New research shows how organizations that prepare for increasingly digital disruption perform better financially. Despite that, only 12% of executives feel their organization is fully prepared for new realities of the B2B Buyer Journey.
In this recent Bain & Company study, the authors surveyed 370 marketing and sales executives in global technology and industrial markets. “The traditional sales and marketing model,” write the study’s authors, “has run its course.”
The researchers suggest organizations specific strategies to stay ahead of the digital buyers’ journey including:
- relevant insightful content,
- a comprehensive, smart view of the customer
- a tailored, dynamic buying experience
The authors challenge executives to ask specific, high-gain questions in order to begin the process of evolving their sales and marketing to meet these new challenges. Here are a few and our perspective on how to answer them:
“Are your marketing and sales teams aligned and focused on your sweet spot in the marketplace?”

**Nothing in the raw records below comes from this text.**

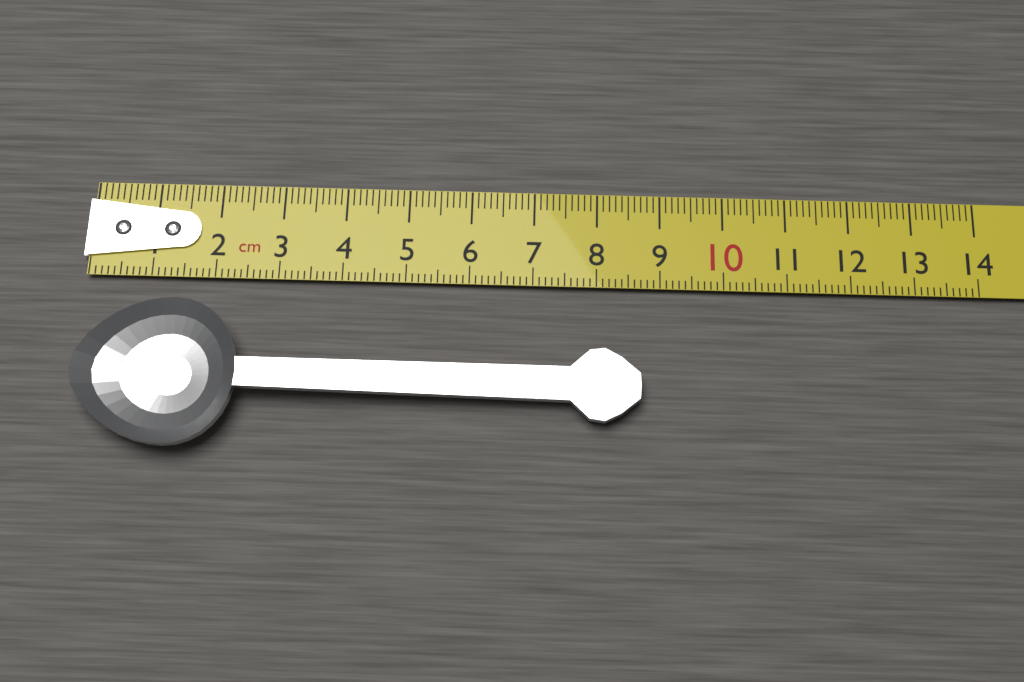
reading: 8.7 cm
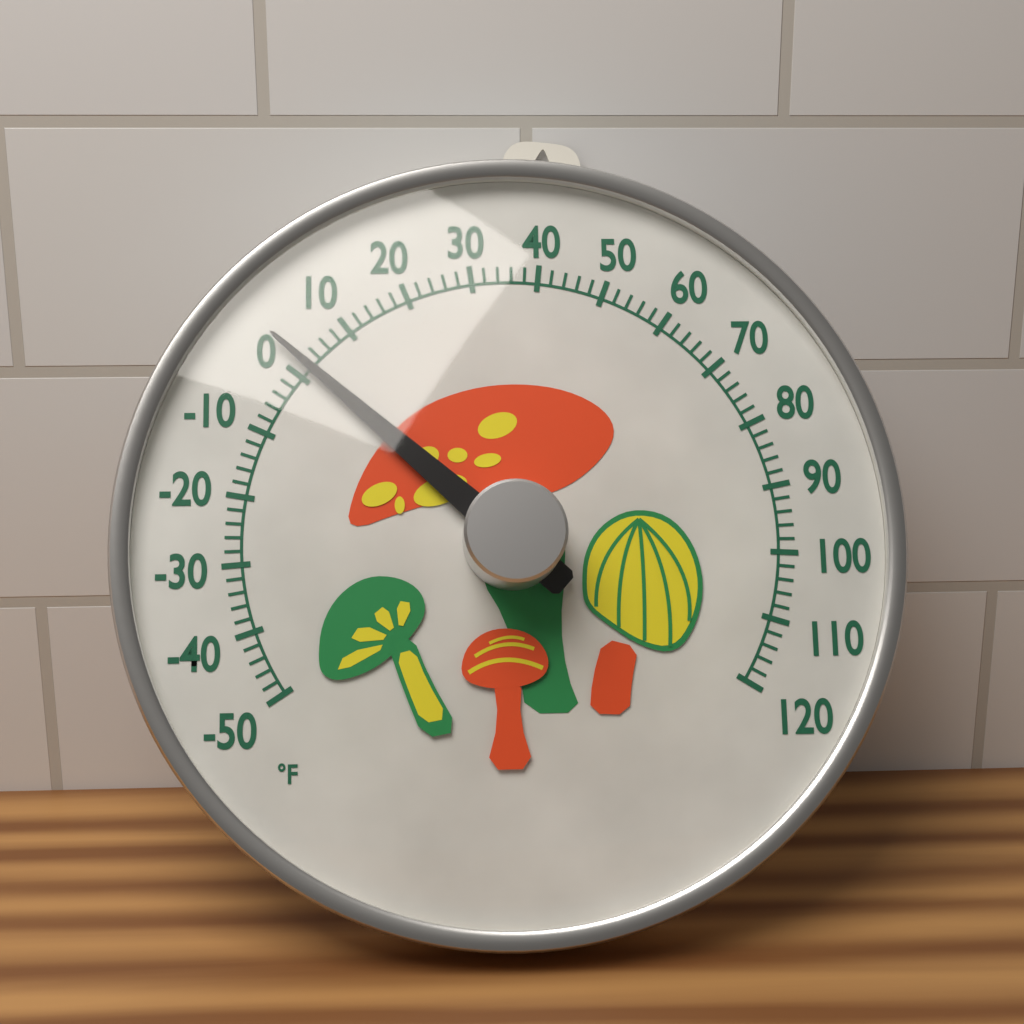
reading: 2 °F
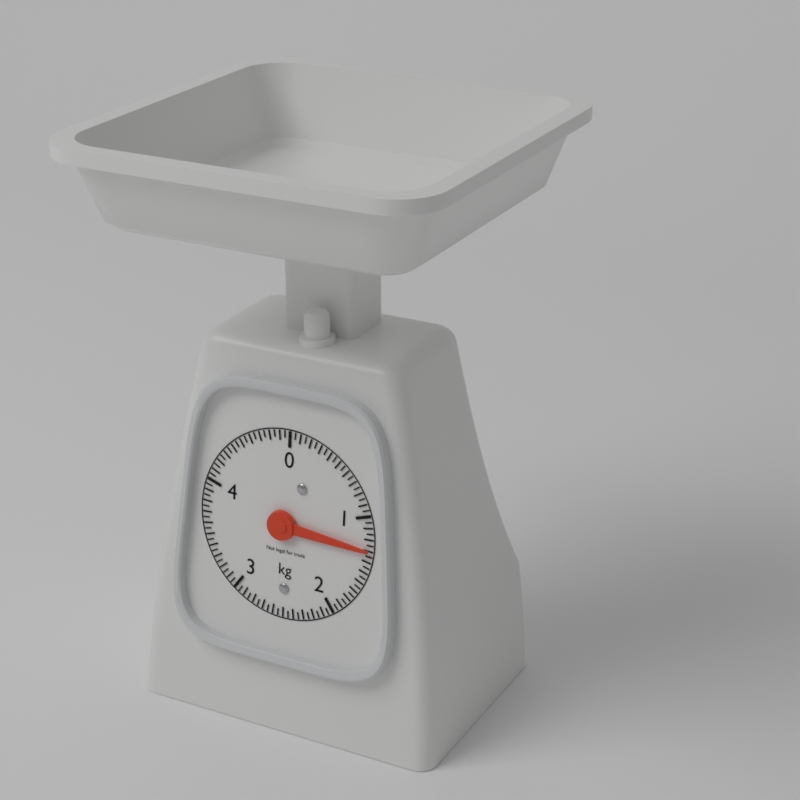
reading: 1.30 kg
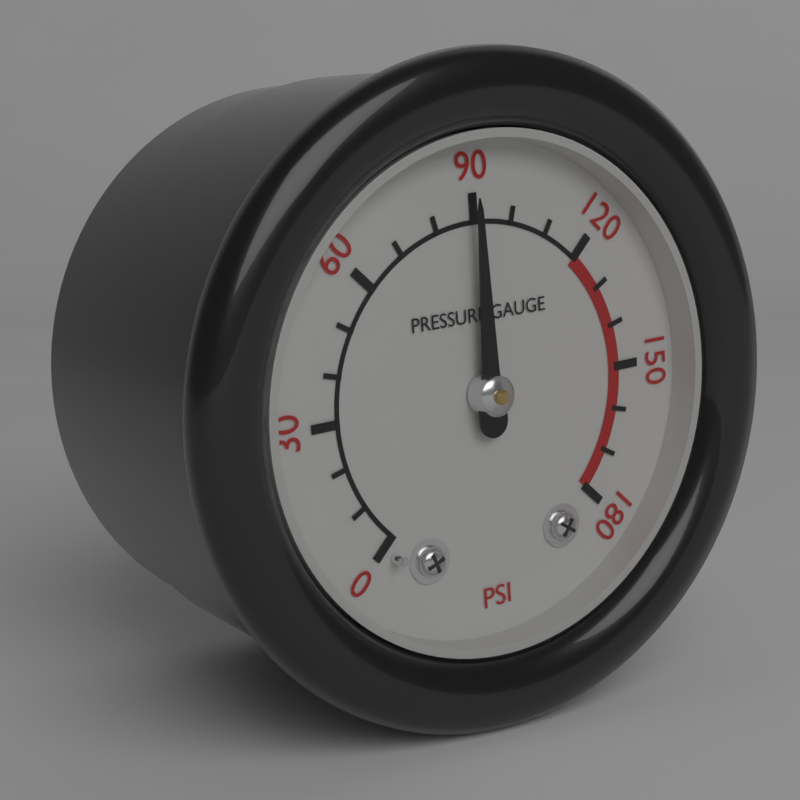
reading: 90 psi
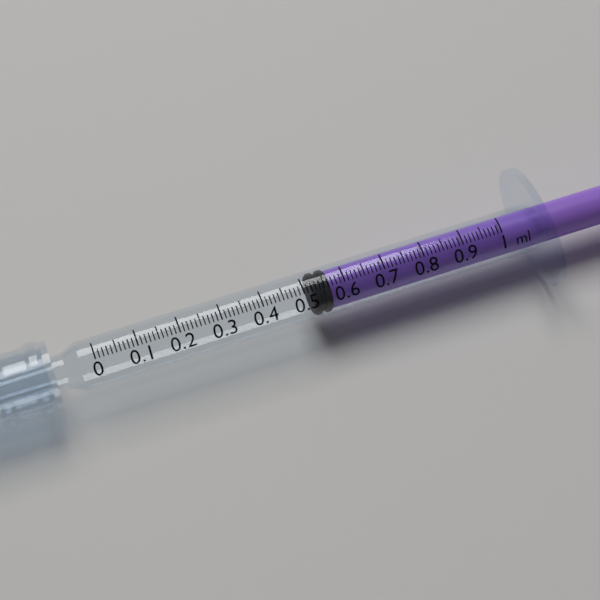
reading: 0.52 ml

A lack of marketing and sales alignment leads to shrinking revenue and margins, poor customer experience, and an ineffective sales force. The prevalence of digital B2B buying activities demands a solid messaging framework that no only drives marketing messages, but enables one-on-one sales conversation. Aligning this framework with the value and differentiation you provide the marketplace drives important message consistency that improves the buying process.
“Does your digital footprint allow you to reach and influence target customers who conduct their own decision-making research online?”
As B2B buyers inform purchasing decisions online, your organization needs a way to empower the digital sales process. Research from IDC, Forbes, and Aberdeen, increasingly shows that corporate decision makers leverage social media tools to make purchasing decisions. It’s not surprising that best-in-class sales organizations draft social into the sales process.
“Have you reimagined how customers will engage with your company throughout the buying process in a way that they prefer and that creates a memorable experience?”
Buyers have more power over their buying experience than ever before, and they exercise that power by choosing experiences that meet not only their needs, but also their preferences. It is critical that your organization commands the message throughout the entire customer journey. Developing a tool that drives value-based conversations not only for the sales team, but for anyone who is part of the customer engagement journey will not only “create memorable experiences”, it will build consistency and efficiency.